Jianying Hu (PhD) is IBM Fellow; Global Science Leader, AI for Health care; and Director of HCLS Research at IBM Research. Prior to joining IBM in 2003 she was with Bell Labs at Murray Hill, New Jersey. Dr. Hu has conducted and led extensive research in machine learning, data mining, statistical pattern recognition, and signal processing, with applications to health care analytics and medical informatics, business analytics, and multimedia content analysis. Her recent focus has been on leading research efforts to develop advanced computational methods for deriving data-driven insights from real world health care data. Dr. Hu served as Chair of the Knowledge Discovery and Data Mining (KDDM) Working Group of the American Medical Informatics Association (AMIA) from 2014 to 2016, and on the Computational Science Advisory Board of Michael J. Fox Foundation from 2017 to 2018. She has published over 140 peer reviewed scientific papers and holds 44 patents. She has served as Associate Editor for the journals IEEE Transactions on Pattern Analysis and Machine Intelligence, IEEE Transactions on Image Processing, Pattern Recognition, and International Journal for Document Analysis and Recognition, and currently serves on the Editorial Board of the journal JAMIA Open, the Advisory Board of the Journal of Health care Informatics Research, and the External Advisory Board of Vanderbilt University Department of Biomedical Informatics. Dr. Hu is a fellow of the American College of Medical Informatics (ACMI), International Academy of Health Sciences Informatics (IAHSI), IEEE, and the International Association of Pattern Recognition (IAPR).
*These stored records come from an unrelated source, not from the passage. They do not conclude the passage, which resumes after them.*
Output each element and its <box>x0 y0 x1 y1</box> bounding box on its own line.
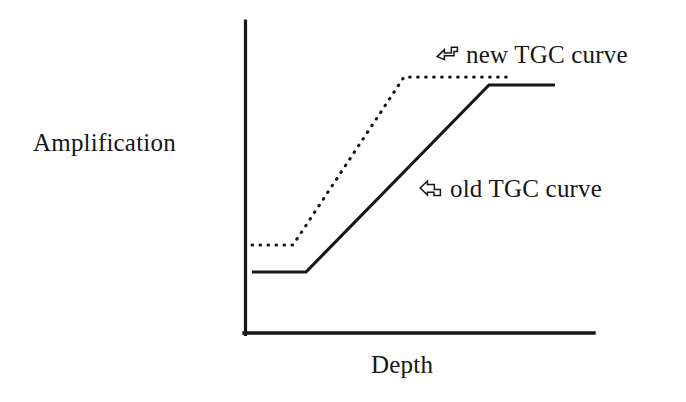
bent-arrow-pointer-icon <box>435 42 461 68</box>
new-tgc-curve-annotation-label: new TGC curve <box>466 42 628 67</box>
old-tgc-curve-annotation-label: old TGC curve <box>450 176 602 201</box>
y-axis-title: Amplification <box>33 130 176 155</box>
bent-arrow-pointer-icon <box>418 176 444 202</box>
tgc-curve-figure: Amplification Depth new TGC curve old TG… <box>0 0 686 402</box>
x-axis-title: Depth <box>371 352 433 377</box>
She received the Asian American Engineer of the Year Award in 2013.

Abstract

Artificial Intelligence for Healthcare and Life Sciences

Large amount of health care and life sciences data of different types has become increasingly available: clinical encounters, lab results, diagnostics, medications, genomics, and increasingly, physiological, lifestyle, social behavioral and environmental data. AI for Health care and Life Sciences is all about enabling the journey from such data to meaningful insights to drive improved health and wellness outcomes. One particularly area what AI can make significant impact is in the accelerated discovery of therapeutics and biomarkers. At IBM Research we have been systematically developing advanced artificial intelligence and data science methodologies for health care and life sciences, ranging from intelligent data preparation and pattern extraction to complex models for actionable insights generation.  These methodologies have been applied to a wide range of use cases and disease areas. I will discuss these methods and use cases, lessons learned and important future directions.

Xuming He, PhD.

Discussant: Xuming He, PhD

H.C. Carver Professor of Statistics
Department of Statistics
University of Michigan

Biography

Xuming He is H.C. Carver Collegiate Professor of Statistics, University of Michigan. He currently serves as President-Elect of the International Statistical Institute (ISI).

He is an internationally recognized leader in statistics who has published extensively on robust and trustworthy statistical inference as well as applications to biosciences, climate studies, and concussion research. He is an elected Fellow of the American Statistical Association (ASA), the Institute of Mathematical Statistics (IMS), and the American Association for the Advancement of Science (AAAS). He has been honored by the Founders Award (2021) from the ASA, Harry C. Carver Medal (2022) from the IMS, Distinguished Achievement Award (2015) from the International Chinese Statistical Association, and the IMS Medallion Lectureship (2007).